In C++14, I can write a lambda that does perfect forwarding on an arbitrary number of arguments:
template<typename... Args>
void process(Args&&... args); // template to forward to
auto wrapper = [](auto&&... args)
{
std::cout << "Invoking lambda wrapper\n";
process(std::forward<decltype(args)>(args)...); // do the forwarding
};
Is there a way to achieve the same effect using bind
? I know that function objects created by bind
take an arbitrary number of arguments, and I know that such objects uses perfect forwarding for unbound arguments, but is there a way to tell bind
to create a function object that uses perfect forwarding on every argument passed to it, even if there was no placeholder for it in the call to bind
?
It's not currently possible, but see http://cplusplus.github.io/EWG/ewg-complete.html#44 for a suggestion to support it:
As more variadic functions work their way into my C++ code, I'm getting increasingly annoyed that there isn't a variadic bind. There is a tiny bit of annoyance on exactly what to use. There seems to me to be 2 sensible choices (other people may have others)
1) _args : Use all otherwise unnamed arguments.
2) _3onwards : All arguments from the 3rd onwards.I haven't personally found a need for multiple ranges of variadic arguments, or more complicated chopping (such as getting the last few arguments), and I'd want to hopefully keep this simple if possible!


*What the task asks*:
Would you reproduce exactly the lines below from the one holding "You are a GUI" through the one holding "Task: Click on the span: 202505", inclusive, and no others?

*Record set*:
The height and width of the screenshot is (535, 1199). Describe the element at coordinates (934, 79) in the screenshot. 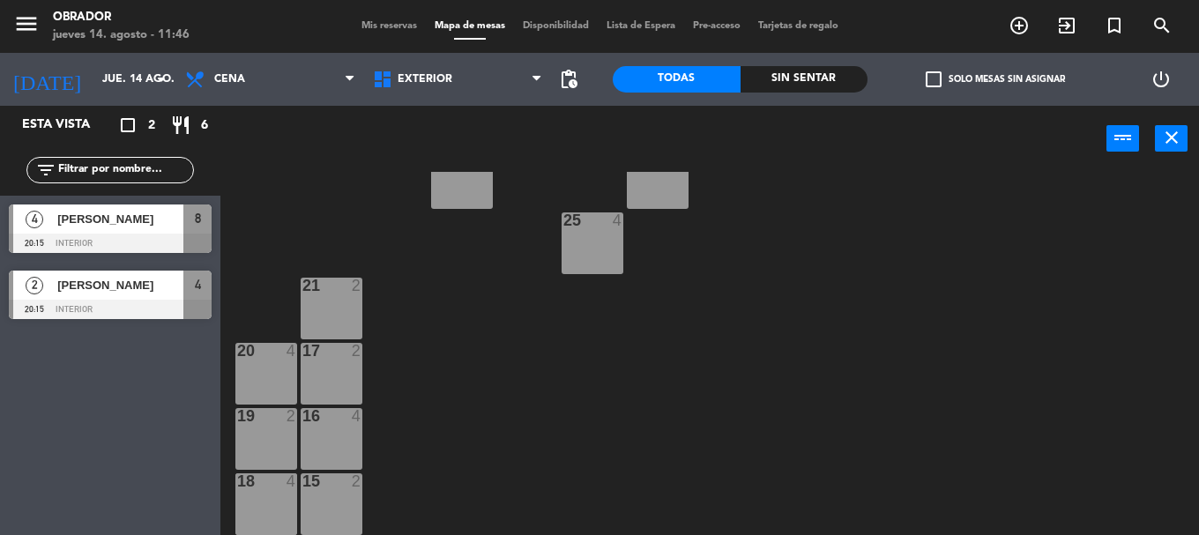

* * *

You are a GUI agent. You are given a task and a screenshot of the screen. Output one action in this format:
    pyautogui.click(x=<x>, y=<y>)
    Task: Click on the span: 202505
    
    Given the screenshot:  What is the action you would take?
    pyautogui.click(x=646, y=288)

==

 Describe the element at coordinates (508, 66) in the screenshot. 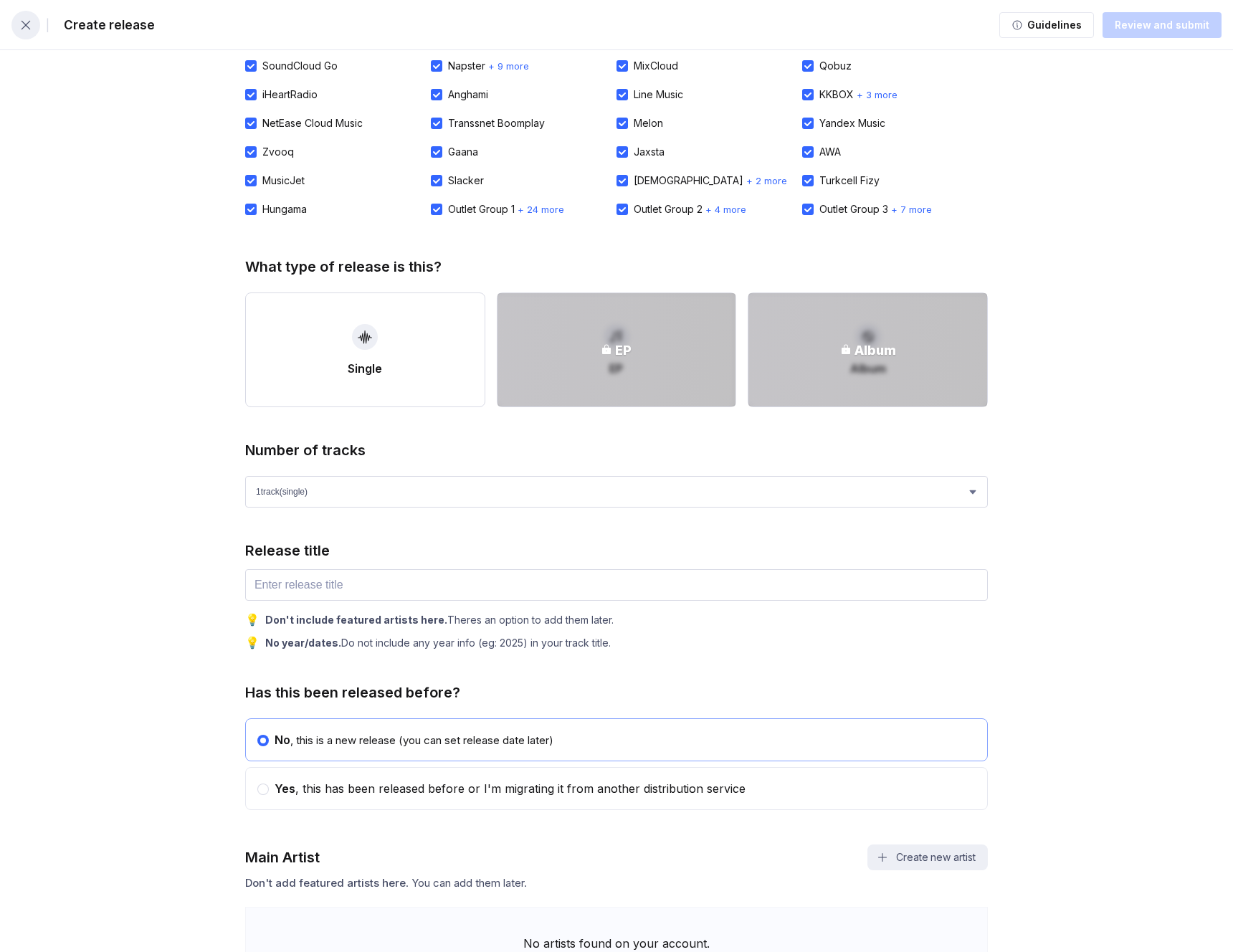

*Output*:
You are a GUI agent. You are given a task and a screenshot of the screen. Output one action in this format:
    pyautogui.click(x=<x>, y=<y>)
    Task: Click on the span: 202505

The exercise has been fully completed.